Tuesday, February 26, 2013

Rabbits are what they eat

Rabbit debarking bittersweet (all photos in this post by Zas Ispa-Landa)
What: You are what you eat. And in this case rabbits are a whole lot of things. Zac and I were impressed at the abundance of rabbit sign (from the introduced eastern cottontail, Sylvilagus floridanus, as opposed to the native New England cottontail, Sylvilagus transitionalis) when we went tracking on Saturday down at Bread and Butter Farm in Shelburne. We even spooked a cottontail as we walked past the driveway. Rabbits seemed to prefer shrubby non-natives, or at least those were the most prolific species in the area and so were the most foraged upon. We found feeding sign (debarking and/or twigs clipped) on forsythia, common buckthorn, barberry, domestic apple, honeysuckle, staghorn sumac, and oriental bittersweet.

45o angle snips on twigs, charateristic feeding sign from cottontails
on woody species (forsythia in this case)

The story got even cooler at the end of the day when we found another high traffic area for cottontails under the powerlines. Buckthorn predominates in that area and the rabbits must have been eating fallen buckthorn berries as their urine was died blue (image on the right is blue tinted urine, on the right is more typical orange). Buckthorn berries are unpallatable, if not inedible to most things so the berries persist into late winter, when they become a last resort for many winter active species.



Ecological notes: Many plants contain phenolics (tannins, which cause the dry taste in wines, the bitterness in aspen bark) as a defense against herbivory. During spring and summer these are concentrated in leaves and flowers, but during winter they are translocated to the bark. Animals have a variety of ways of dealing with these phenolics (e.g. beavers will soak witchhazel before eating to leach tannins, birds and will eat clay, which absorbs phenolics). Buckthorn (Rhamnus cathartica) is high in phenolic compounds. Rabbits presumably can handle the phenolics by breaking them down in their kidneys, or maybe eating clay. The anthocyanins (pigments in the fruits) are also excreted in the urine. I'd assume that eating buckthorn fruits later in the season gives more time for the tannic acids to break down and makes the fruits more palatable. That's speculation though, and I couldn't find any articles to confirm/deny that.

1 comment:

  1. Buckthorn berries are a natural laxative. Must have been plenty of skat.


-- What is needed --
Your answer should be every line of the records that contains the word "JSON".

-- Dataset --

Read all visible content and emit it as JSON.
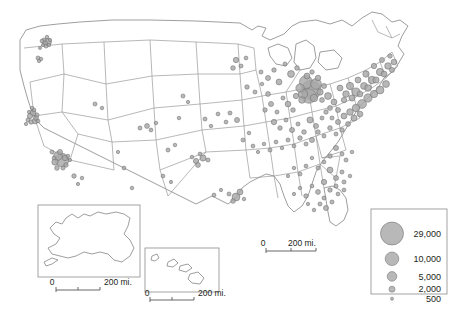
{
  "map": {
    "title": "US population-distribution dot map",
    "background_color": "#ffffff",
    "state_border_color": "#9a9a9a",
    "coast_color": "#8c8c8c",
    "bubble_fill": "#a8a8a8",
    "bubble_stroke": "#6e6e6e"
  },
  "legend": {
    "name": "bubble-size-legend",
    "entries": [
      {
        "label": "29,000",
        "value": 29000,
        "radius": 11.5
      },
      {
        "label": "10,000",
        "value": 10000,
        "radius": 6.8
      },
      {
        "label": "5,000",
        "value": 5000,
        "radius": 4.8
      },
      {
        "label": "2,000",
        "value": 2000,
        "radius": 3.0
      },
      {
        "label": "500",
        "value": 500,
        "radius": 1.5
      }
    ]
  },
  "scalebars": {
    "main": {
      "zero": "0",
      "label": "200 mi."
    },
    "alaska": {
      "zero": "0",
      "label": "200 mi."
    },
    "hawaii": {
      "zero": "0",
      "label": "200 mi."
    }
  },
  "insets": {
    "alaska": {
      "name": "alaska-inset"
    },
    "hawaii": {
      "name": "hawaii-inset"
    }
  },
  "chart_data": {
    "type": "scatter",
    "xlabel": "",
    "ylabel": "",
    "legend_position": "bottom-right",
    "size_legend": [
      29000,
      10000,
      5000,
      2000,
      500
    ],
    "points": [
      [
        44,
        40,
        900
      ],
      [
        47,
        37,
        700
      ],
      [
        45,
        43,
        1400
      ],
      [
        48,
        42,
        2600
      ],
      [
        43,
        45,
        600
      ],
      [
        40,
        48,
        500
      ],
      [
        46,
        46,
        900
      ],
      [
        49,
        45,
        700
      ],
      [
        42,
        41,
        800
      ],
      [
        50,
        40,
        600
      ],
      [
        38,
        58,
        900
      ],
      [
        41,
        59,
        700
      ],
      [
        39,
        61,
        600
      ],
      [
        30,
        116,
        1500
      ],
      [
        33,
        113,
        2100
      ],
      [
        36,
        118,
        1300
      ],
      [
        28,
        120,
        900
      ],
      [
        35,
        121,
        1800
      ],
      [
        31,
        122,
        1100
      ],
      [
        34,
        110,
        800
      ],
      [
        29,
        112,
        600
      ],
      [
        37,
        115,
        900
      ],
      [
        32,
        108,
        700
      ],
      [
        26,
        124,
        600
      ],
      [
        38,
        121,
        800
      ],
      [
        52,
        152,
        900
      ],
      [
        58,
        156,
        4200
      ],
      [
        62,
        160,
        9800
      ],
      [
        55,
        162,
        2200
      ],
      [
        60,
        152,
        1400
      ],
      [
        65,
        158,
        1600
      ],
      [
        57,
        168,
        1200
      ],
      [
        63,
        168,
        900
      ],
      [
        68,
        156,
        700
      ],
      [
        66,
        165,
        1100
      ],
      [
        70,
        160,
        600
      ],
      [
        54,
        158,
        800
      ],
      [
        74,
        176,
        1100
      ],
      [
        78,
        184,
        600
      ],
      [
        82,
        178,
        700
      ],
      [
        95,
        104,
        900
      ],
      [
        102,
        108,
        700
      ],
      [
        140,
        128,
        900
      ],
      [
        147,
        126,
        1300
      ],
      [
        151,
        130,
        800
      ],
      [
        156,
        123,
        700
      ],
      [
        124,
        168,
        800
      ],
      [
        118,
        152,
        600
      ],
      [
        132,
        188,
        700
      ],
      [
        183,
        96,
        900
      ],
      [
        179,
        118,
        700
      ],
      [
        188,
        102,
        600
      ],
      [
        196,
        161,
        1500
      ],
      [
        203,
        158,
        2100
      ],
      [
        198,
        165,
        1300
      ],
      [
        208,
        160,
        900
      ],
      [
        200,
        154,
        800
      ],
      [
        192,
        157,
        700
      ],
      [
        214,
        195,
        800
      ],
      [
        221,
        190,
        600
      ],
      [
        236,
        197,
        3400
      ],
      [
        240,
        192,
        1900
      ],
      [
        233,
        201,
        1200
      ],
      [
        229,
        194,
        900
      ],
      [
        244,
        199,
        700
      ],
      [
        168,
        150,
        900
      ],
      [
        175,
        145,
        700
      ],
      [
        163,
        176,
        800
      ],
      [
        171,
        182,
        600
      ],
      [
        205,
        119,
        900
      ],
      [
        211,
        126,
        700
      ],
      [
        218,
        114,
        800
      ],
      [
        230,
        113,
        900
      ],
      [
        237,
        120,
        1400
      ],
      [
        226,
        122,
        800
      ],
      [
        243,
        140,
        900
      ],
      [
        249,
        133,
        700
      ],
      [
        253,
        146,
        800
      ],
      [
        247,
        87,
        1100
      ],
      [
        255,
        92,
        900
      ],
      [
        262,
        84,
        700
      ],
      [
        268,
        94,
        1300
      ],
      [
        236,
        60,
        1600
      ],
      [
        241,
        66,
        900
      ],
      [
        233,
        68,
        1200
      ],
      [
        246,
        58,
        800
      ],
      [
        261,
        72,
        900
      ],
      [
        268,
        78,
        1400
      ],
      [
        274,
        70,
        1100
      ],
      [
        279,
        82,
        1900
      ],
      [
        285,
        64,
        900
      ],
      [
        291,
        74,
        2600
      ],
      [
        297,
        68,
        1200
      ],
      [
        300,
        88,
        3800
      ],
      [
        306,
        82,
        9200
      ],
      [
        311,
        90,
        21000
      ],
      [
        316,
        84,
        6400
      ],
      [
        309,
        96,
        11500
      ],
      [
        303,
        94,
        4700
      ],
      [
        314,
        98,
        3100
      ],
      [
        320,
        92,
        2200
      ],
      [
        318,
        78,
        1700
      ],
      [
        324,
        86,
        1400
      ],
      [
        307,
        76,
        1900
      ],
      [
        312,
        72,
        1100
      ],
      [
        302,
        100,
        2400
      ],
      [
        296,
        96,
        1600
      ],
      [
        322,
        100,
        1300
      ],
      [
        288,
        104,
        1800
      ],
      [
        293,
        110,
        1200
      ],
      [
        283,
        98,
        900
      ],
      [
        271,
        104,
        1400
      ],
      [
        277,
        112,
        900
      ],
      [
        265,
        110,
        1100
      ],
      [
        274,
        122,
        1600
      ],
      [
        280,
        128,
        1100
      ],
      [
        286,
        120,
        900
      ],
      [
        292,
        130,
        1400
      ],
      [
        298,
        124,
        900
      ],
      [
        304,
        132,
        1200
      ],
      [
        310,
        120,
        2100
      ],
      [
        316,
        126,
        1400
      ],
      [
        322,
        118,
        900
      ],
      [
        328,
        96,
        2600
      ],
      [
        334,
        102,
        1900
      ],
      [
        330,
        108,
        1300
      ],
      [
        326,
        112,
        1100
      ],
      [
        332,
        118,
        900
      ],
      [
        338,
        110,
        1400
      ],
      [
        340,
        88,
        1900
      ],
      [
        346,
        94,
        2400
      ],
      [
        344,
        100,
        1600
      ],
      [
        350,
        86,
        2900
      ],
      [
        356,
        92,
        3600
      ],
      [
        352,
        98,
        2100
      ],
      [
        358,
        80,
        1900
      ],
      [
        364,
        86,
        2600
      ],
      [
        360,
        94,
        1800
      ],
      [
        366,
        74,
        2200
      ],
      [
        372,
        80,
        3100
      ],
      [
        368,
        88,
        2400
      ],
      [
        374,
        66,
        1600
      ],
      [
        380,
        72,
        2900
      ],
      [
        376,
        80,
        2100
      ],
      [
        382,
        60,
        1400
      ],
      [
        388,
        66,
        2400
      ],
      [
        384,
        74,
        1900
      ],
      [
        390,
        56,
        1100
      ],
      [
        394,
        62,
        1800
      ],
      [
        392,
        70,
        1400
      ],
      [
        386,
        84,
        2600
      ],
      [
        380,
        90,
        3400
      ],
      [
        374,
        94,
        2900
      ],
      [
        368,
        98,
        3800
      ],
      [
        362,
        104,
        4200
      ],
      [
        356,
        108,
        3100
      ],
      [
        350,
        112,
        2400
      ],
      [
        344,
        116,
        1900
      ],
      [
        338,
        122,
        1400
      ],
      [
        354,
        118,
        2100
      ],
      [
        360,
        114,
        1800
      ],
      [
        348,
        124,
        1300
      ],
      [
        342,
        130,
        1100
      ],
      [
        336,
        134,
        900
      ],
      [
        330,
        128,
        1200
      ],
      [
        324,
        136,
        900
      ],
      [
        318,
        132,
        1100
      ],
      [
        312,
        140,
        1400
      ],
      [
        306,
        144,
        900
      ],
      [
        300,
        138,
        1100
      ],
      [
        294,
        146,
        800
      ],
      [
        288,
        140,
        900
      ],
      [
        282,
        148,
        700
      ],
      [
        276,
        142,
        800
      ],
      [
        270,
        150,
        900
      ],
      [
        264,
        144,
        700
      ],
      [
        258,
        152,
        600
      ],
      [
        336,
        148,
        1400
      ],
      [
        342,
        154,
        900
      ],
      [
        330,
        156,
        1100
      ],
      [
        346,
        160,
        900
      ],
      [
        352,
        152,
        700
      ],
      [
        324,
        162,
        800
      ],
      [
        318,
        168,
        900
      ],
      [
        312,
        158,
        700
      ],
      [
        306,
        166,
        800
      ],
      [
        300,
        174,
        900
      ],
      [
        294,
        168,
        700
      ],
      [
        288,
        176,
        600
      ],
      [
        330,
        170,
        1900
      ],
      [
        336,
        178,
        1400
      ],
      [
        342,
        172,
        900
      ],
      [
        324,
        182,
        1600
      ],
      [
        330,
        190,
        1100
      ],
      [
        336,
        186,
        900
      ],
      [
        318,
        192,
        1300
      ],
      [
        324,
        198,
        900
      ],
      [
        312,
        186,
        800
      ],
      [
        306,
        196,
        1100
      ],
      [
        300,
        188,
        700
      ],
      [
        294,
        194,
        600
      ],
      [
        344,
        182,
        900
      ],
      [
        350,
        176,
        700
      ],
      [
        338,
        194,
        800
      ],
      [
        332,
        202,
        900
      ],
      [
        326,
        208,
        1400
      ],
      [
        320,
        204,
        900
      ],
      [
        314,
        210,
        700
      ],
      [
        308,
        204,
        600
      ],
      [
        344,
        190,
        800
      ]
    ]
  }
}
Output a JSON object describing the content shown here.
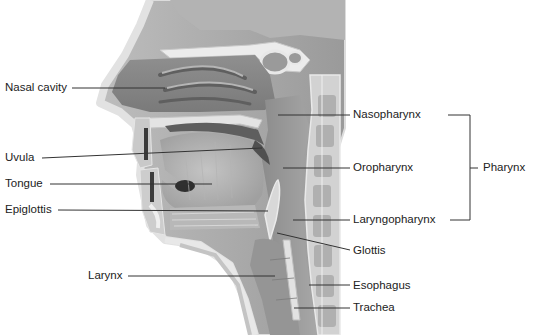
{
  "diagram": {
    "left_labels": [
      {
        "id": "nasal-cavity",
        "text": "Nasal cavity",
        "x": 5,
        "y": 81
      },
      {
        "id": "uvula",
        "text": "Uvula",
        "x": 5,
        "y": 151
      },
      {
        "id": "tongue",
        "text": "Tongue",
        "x": 5,
        "y": 177
      },
      {
        "id": "epiglottis",
        "text": "Epiglottis",
        "x": 5,
        "y": 203
      },
      {
        "id": "larynx",
        "text": "Larynx",
        "x": 88,
        "y": 269
      }
    ],
    "right_labels": [
      {
        "id": "nasopharynx",
        "text": "Nasopharynx",
        "x": 353,
        "y": 108
      },
      {
        "id": "oropharynx",
        "text": "Oropharynx",
        "x": 353,
        "y": 161
      },
      {
        "id": "laryngopharynx",
        "text": "Laryngopharynx",
        "x": 353,
        "y": 213
      },
      {
        "id": "glottis",
        "text": "Glottis",
        "x": 353,
        "y": 244
      },
      {
        "id": "esophagus",
        "text": "Esophagus",
        "x": 353,
        "y": 279
      },
      {
        "id": "trachea",
        "text": "Trachea",
        "x": 353,
        "y": 301
      }
    ],
    "bracket": {
      "label": "Pharynx",
      "x": 483,
      "y": 161,
      "groups": [
        "Nasopharynx",
        "Oropharynx",
        "Laryngopharynx"
      ]
    },
    "colors": {
      "background": "#ffffff",
      "text": "#222222",
      "leader_line": "#333333",
      "tissue_dark": "#8a8a8a",
      "tissue_mid": "#a9a9a9",
      "tissue_light": "#cfcfcf",
      "bone": "#e6e6e6"
    }
  }
}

-- Expected answer --
Read all visible content and emit it as JSON.
Output a JSON object describing the content shown here.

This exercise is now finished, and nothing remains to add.